Public Policy & Economics

WHRC COP17 Forest Day

The 5th annual Forest Day event will be held in conjunction with the 17th Conference of the Parties to the UNFCCC in Durban, South Africa. Forest Day is sponsored by the Center for International Forestry Research (CIFOR) and is a forum for scientists, practitioners, forest communities, and other stakeholders to gather and discuss issues related to forests and global climate change. For further information, please visit CIFOR’s Forest Day website at http://www.forestsclimatechange.org/events/forest-day/forest-day-5.html.

This year, WHRC’s Glenn Bush has the honor of serving as a focal point for one of eight sessions on topical issues in forest conservation and climate change. He will facilitate discussions between participants on social, political, and biophysical issues surrounding how REDD+ is unfolding on the ground. Below see Dr. Bush’s biography and abstract below for more information, or visit http://www.forestsclimatechange.org/events/forest-day/forest-day-5/issues-marketplace/theme-1-how-is-redd-unfolding-on-the-ground-an-exploration-of-the-social-political-and-biophysical-issues.html.

Glenn Bush is an environmental economist specializing in welfare economics, resource valuation and environmental cost benefit analysis. His work has been applied to forest conservation and management strategies focused on forest-adjacent households and assessing the micro-economic determinants of forest conservation. His current research focuses on developing and testing combined econometric and spatial models on the drivers and determinants of land cover change. He has worked in Central and Eastern Africa since 1996 as well as Central and Southeast Asia, as a researcher, project manager, and consultant, on natural resource management and conservation projects in the public and private sector.

Discussion Abstract

As the REDD+ policy develops, we are asking more and more of it to deliver on natural forest carbon conservation in the tropics in a socially acceptable and environmentally sound way. What can REDD+ really do and how is it being realized at the project and national levels? Conflicts must necessarily arise from any large-scale policy-driven scheme to fundamentally change the use of the landscape, but how are the concerns of different stakeholders being represented and addressed? To what extent have safeguards been adopted or made effective in the piloting of projects and development of national REDD+ programs?

In a world of scarce resources there are distinct trade-offs in choices of land use. REDD+ implementation is politically challenging at the national and local levels; governments, industrial agricultural groups, family and peasant farmers have to make tough decisions over scarce resources. How does forest conservation and all that REDD+ promises stack up next to increasing, local, national and international demands for food, fibers and fuel? How are different national interests in forested lands being addressed, especially where different ministries and economic agents have overlapping jurisdiction over the exploitation and management of resources?

The technical requirements for MRV are highly complex. There is clearly a human resource capacity constraint, in developing the volume of competent project and national level forest monitoring personnel, to roll out a robust national carbon accounting system. Adding to the complexity of MRV are standards related to biodiversity conservation with all of the commensurate technical challenges of monitoring flora and fauna. How are national programs and projects coping or planning to meet these needs?

How REDD+ is implemented at a national and sub-national level will differ widely between nation states owing to the multitude of different social, environmental and economic conditions. Whilst no one combination of actions will provide a panacea for all contexts, we have a lot to learn from one another's successes and failures in forest management efforts around the world. Sharing these experiences will provide a fundamental opportunity to make REDD+ functional in the future.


__Problem requirements__: Filter these entries so that only lines with the word "antelope" remain.

__Data supplied__:
____________

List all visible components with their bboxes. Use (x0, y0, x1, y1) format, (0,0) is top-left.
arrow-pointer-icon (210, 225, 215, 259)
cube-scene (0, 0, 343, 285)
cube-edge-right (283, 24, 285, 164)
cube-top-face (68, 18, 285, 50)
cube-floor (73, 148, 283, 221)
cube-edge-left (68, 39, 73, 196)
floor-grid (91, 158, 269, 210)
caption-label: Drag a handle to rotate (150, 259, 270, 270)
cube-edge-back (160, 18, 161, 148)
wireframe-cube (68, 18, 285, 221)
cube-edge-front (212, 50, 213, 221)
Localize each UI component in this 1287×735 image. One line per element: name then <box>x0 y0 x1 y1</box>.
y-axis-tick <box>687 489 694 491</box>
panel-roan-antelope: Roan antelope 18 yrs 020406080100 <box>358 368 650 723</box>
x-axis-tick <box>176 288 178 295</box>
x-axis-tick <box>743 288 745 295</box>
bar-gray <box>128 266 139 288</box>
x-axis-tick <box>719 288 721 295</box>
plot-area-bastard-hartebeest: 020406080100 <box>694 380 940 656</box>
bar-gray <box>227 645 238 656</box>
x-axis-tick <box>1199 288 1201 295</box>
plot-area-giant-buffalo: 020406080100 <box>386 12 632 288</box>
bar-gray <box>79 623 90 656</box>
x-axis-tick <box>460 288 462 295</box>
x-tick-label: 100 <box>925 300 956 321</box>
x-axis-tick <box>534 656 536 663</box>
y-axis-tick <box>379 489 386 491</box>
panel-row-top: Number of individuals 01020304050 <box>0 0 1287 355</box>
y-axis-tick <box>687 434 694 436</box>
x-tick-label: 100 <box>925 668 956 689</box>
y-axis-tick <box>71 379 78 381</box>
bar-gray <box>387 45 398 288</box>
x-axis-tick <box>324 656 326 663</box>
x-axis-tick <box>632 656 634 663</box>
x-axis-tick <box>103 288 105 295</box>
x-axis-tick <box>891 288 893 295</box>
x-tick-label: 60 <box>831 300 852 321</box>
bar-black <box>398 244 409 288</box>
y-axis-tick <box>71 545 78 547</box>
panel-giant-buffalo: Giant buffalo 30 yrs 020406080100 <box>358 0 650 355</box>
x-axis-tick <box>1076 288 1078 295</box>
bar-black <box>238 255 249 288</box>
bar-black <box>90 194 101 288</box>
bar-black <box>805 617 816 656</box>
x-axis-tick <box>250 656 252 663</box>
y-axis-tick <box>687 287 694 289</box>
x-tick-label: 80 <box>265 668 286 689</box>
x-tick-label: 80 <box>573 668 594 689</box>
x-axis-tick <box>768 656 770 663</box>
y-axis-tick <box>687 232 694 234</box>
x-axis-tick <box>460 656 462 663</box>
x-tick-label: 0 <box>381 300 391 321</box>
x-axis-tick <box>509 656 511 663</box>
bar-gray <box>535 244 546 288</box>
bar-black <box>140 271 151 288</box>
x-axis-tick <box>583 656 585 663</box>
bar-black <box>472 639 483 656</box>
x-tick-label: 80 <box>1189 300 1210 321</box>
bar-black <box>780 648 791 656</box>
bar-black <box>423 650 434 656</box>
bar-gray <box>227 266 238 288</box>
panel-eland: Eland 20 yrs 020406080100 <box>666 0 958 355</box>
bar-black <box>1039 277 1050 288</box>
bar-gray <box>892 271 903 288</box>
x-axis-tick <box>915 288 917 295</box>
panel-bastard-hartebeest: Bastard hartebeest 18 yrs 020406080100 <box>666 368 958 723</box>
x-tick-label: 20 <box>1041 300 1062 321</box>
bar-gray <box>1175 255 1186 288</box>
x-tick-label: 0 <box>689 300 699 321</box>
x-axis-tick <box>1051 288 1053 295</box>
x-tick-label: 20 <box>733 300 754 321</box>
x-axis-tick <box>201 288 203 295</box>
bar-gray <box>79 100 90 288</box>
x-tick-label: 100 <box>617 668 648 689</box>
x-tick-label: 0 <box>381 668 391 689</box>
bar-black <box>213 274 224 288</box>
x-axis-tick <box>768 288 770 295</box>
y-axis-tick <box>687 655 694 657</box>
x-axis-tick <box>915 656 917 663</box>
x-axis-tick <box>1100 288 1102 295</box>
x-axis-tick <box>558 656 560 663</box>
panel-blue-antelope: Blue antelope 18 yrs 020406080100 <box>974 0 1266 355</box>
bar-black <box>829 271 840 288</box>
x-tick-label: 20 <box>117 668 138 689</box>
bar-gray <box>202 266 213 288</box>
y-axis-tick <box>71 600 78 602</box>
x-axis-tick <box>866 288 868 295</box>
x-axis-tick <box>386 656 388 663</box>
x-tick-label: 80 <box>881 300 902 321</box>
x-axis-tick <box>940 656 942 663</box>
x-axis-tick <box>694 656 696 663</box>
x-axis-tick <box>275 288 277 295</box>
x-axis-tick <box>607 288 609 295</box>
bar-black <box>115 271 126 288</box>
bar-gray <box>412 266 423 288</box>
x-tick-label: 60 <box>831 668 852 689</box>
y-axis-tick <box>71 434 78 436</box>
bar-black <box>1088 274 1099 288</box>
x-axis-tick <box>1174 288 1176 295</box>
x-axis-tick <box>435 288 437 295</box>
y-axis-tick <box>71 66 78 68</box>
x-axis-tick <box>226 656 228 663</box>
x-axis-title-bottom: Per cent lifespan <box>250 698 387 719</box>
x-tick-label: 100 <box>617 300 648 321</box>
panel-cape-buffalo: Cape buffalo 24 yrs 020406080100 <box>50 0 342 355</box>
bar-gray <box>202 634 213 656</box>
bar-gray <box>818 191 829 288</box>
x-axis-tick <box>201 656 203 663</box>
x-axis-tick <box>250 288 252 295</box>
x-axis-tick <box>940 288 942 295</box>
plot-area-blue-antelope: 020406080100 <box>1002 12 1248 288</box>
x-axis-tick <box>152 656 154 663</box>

____________

__Solution for this exercise__:
panel-roan-antelope: Roan antelope 18 yrs 020406080100 <box>358 368 650 723</box>
panel-blue-antelope: Blue antelope 18 yrs 020406080100 <box>974 0 1266 355</box>
plot-area-blue-antelope: 020406080100 <box>1002 12 1248 288</box>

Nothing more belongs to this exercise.